Not the same people.

Different ones.

They dressed like a trading caravan, but they stayed only briefly. They asked for directions and exchanged nothing.

Rat had overheard something else.

"They had that smell too," he said.

Iron.

But different.

Fainter.

More distant.

Like it had been filtered through another layer.

Seven sat at the doorway, lightly tapping his finger against his knee.

Once.

Then again.

He was rearranging the fragments in his mind.

The full picture wasn't visible yet.

But the outline had begun to appear.

This wasn't a single point.

Nor a single organization.

Several lines were crossing through the same place at the same time.

Before evening, Seven entered the woods once.

Not to hunt.

To confirm something.

The forest smelled chaotic, but one path had been cut through it—from the north, continuing south.

It wasn't carved by passage.

It had been allowed.

That meant this area was no longer blank space.

Seven stood there for a moment.

He didn't go deeper.

When he returned to the shack, the sky was already darkening.

They still didn't light a fire.

They ate the bread crusts. Hard enough to snap. The salt was used sparingly.

No one complained.

Night fell again.

But this time, the pressure from yesterday was gone.

Not safety.

Just familiarity.

Seven leaned against the wall and slowly closed his eyes, then opened them again. He didn't enter the sensing state.

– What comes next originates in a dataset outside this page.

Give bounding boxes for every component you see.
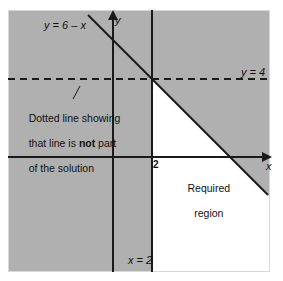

He was simply testing his body's response.

The reaction was clean.

No unnecessary disturbance.

"Are we leaving?" Rat asked.

Not now.

Someday.

Seven thought for a moment.

"Yes," he said.

"But not because we're being driven out."

Bones lifted his head.

"Then why?"

"Changing lines," Seven said.

The wind moved outside.

This time, it carried no iron scent.

But all of them understood.

It wasn't the end.

It was simply that the procedure had moved on to its next step.